Holding Bitcoin is akin to gambling, and private investors should only risk capital in cryptocurrencies that they are theoretically happy to lose, Allan Gray fund manager Thalia Petousis told the asset manager’s recent Investment Summit.
“As an asset manager, we don’t have any reasonable valuation anchors to say exactly what the cryptocurrency is worth. There are no fundamentals that we can assess,” she said. “Gold at the very least has functioned as a tested safe-haven asset over time.”
In South Africa, regulations do not currently allow asset managers to invest in Bitcoin on behalf of clients.
Investors who want exposure to the cryptocurrency and invest on their own must be aware of the risks, which include extreme volatility and capital loss, Petousis said.
“Investors must keep in mind that the platforms on which cryptocurrencies are available are often light years behind the reporting requirements required by traditional banks, which could leave them open to unscrupulous activity.”

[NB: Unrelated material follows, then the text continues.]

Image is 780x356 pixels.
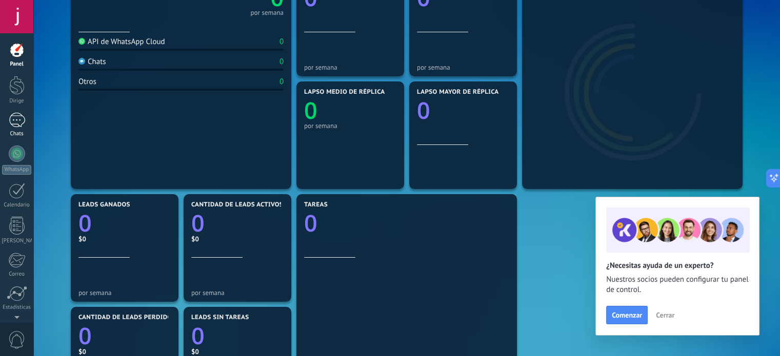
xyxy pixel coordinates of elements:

Dominic Frisby, a leading UK financial journalist, told the summit that digital currencies were not designed to be stored by asset managers on behalf of clients. They introduced storage and transactional complexities and exposed asset managers to a range of custodial and regulatory risks.
“As beautiful a creation that Bitcoin might be, I am not entirely sure it is something that asset managers should be holding on behalf of their clients,” said Frisby, who wrote one of the first books on the cryptocurrency, Bitcoin: The future of money?, published in 2014.
What’s driving the value of Bitcoin?
He said the combination of cheap debt and scarcity were driving the prices of selected traditional asset classes to record territory and could help to supercharge speculative assets such as Bitcoin over the next decade.
According to Frisby, the scalability of digital goods and services has resulted in the digital or intangible economy outstripping the physical economy by some margin.
“In 1990, the market cap of the three biggest companies in Detroit was $36 billion; today, the market cap of Facebook, Apple and Alphabet is $4.7 trillion, or 130 times higher in 30 years,” he said. This staggering growth is almost entirely due to the scalability and replicability of digital.
But Bitcoin leaves these tech giants in the dust. The price of the cryptocurrency has increased 50 million times since it first traded at about 1 000 BTC per US dollar, to trade closer to $50 000 per BTC recently.
“Bitcoin has created digital scarcity,” said Frisby. “It offers finite supply; it is a new system of money; it has a transparent inflation rate; and governments cannot print it … It can be seen as a type of digital store of energy.”
However, Petousis feels that perhaps the value in Bitcoin has not been in its limited supply or digital scarcity or even the token itself, but rather in the technology it uses and the blockchain.
“The distributed ledger technology that Bitcoin is couched in solves a very complex computer science problem of how to link up transactions in a potentially untrustworthy network. The answer is in making a digital record of transactions in a different place – a type of a digital cloud, which has both an element of security and privacy,” said Petousis.
“Many assets are scarce, but this does not imbue them with boundless value.”
Fiscal responses, debt and inflation
“Developed-market debt is extraordinarily cheap at present,” said Frisby. The US is awash with dollars thanks to its fiscal policy responses to the Covid-19 pandemic and is now sitting on a $30 trillion debt pile.
Frisby said an analysis of UK price inflation data over five decades, starting 1971, showed that assets and goods that achieved double-digit price multiples were fuelled by cheap debt and scarcity of supply. In contrast, the prices of low-inflation goods were kept in check by productivity gains.
“The best investments in a world of inflation and money printing can be found in asset classes that are dominated by debt and fixed supply,” said Frisby
He said holding cash was a losing proposition.
“The US dollar has been a terrible investment since 1976, while the South African rand has lost around 90% of its purchasing power over a similar period.”
Fiat money, which is a government-issued currency that is not backed by a commodity such as gold and that should retain its purchasing power over time, has been undone by the removal of the gold standard and expansionary monetary policy, among other factors.
The million-dollar question is whether Bitcoin, which many refer to as digital gold, will behave in a similar way to the precious metal in response to inflation.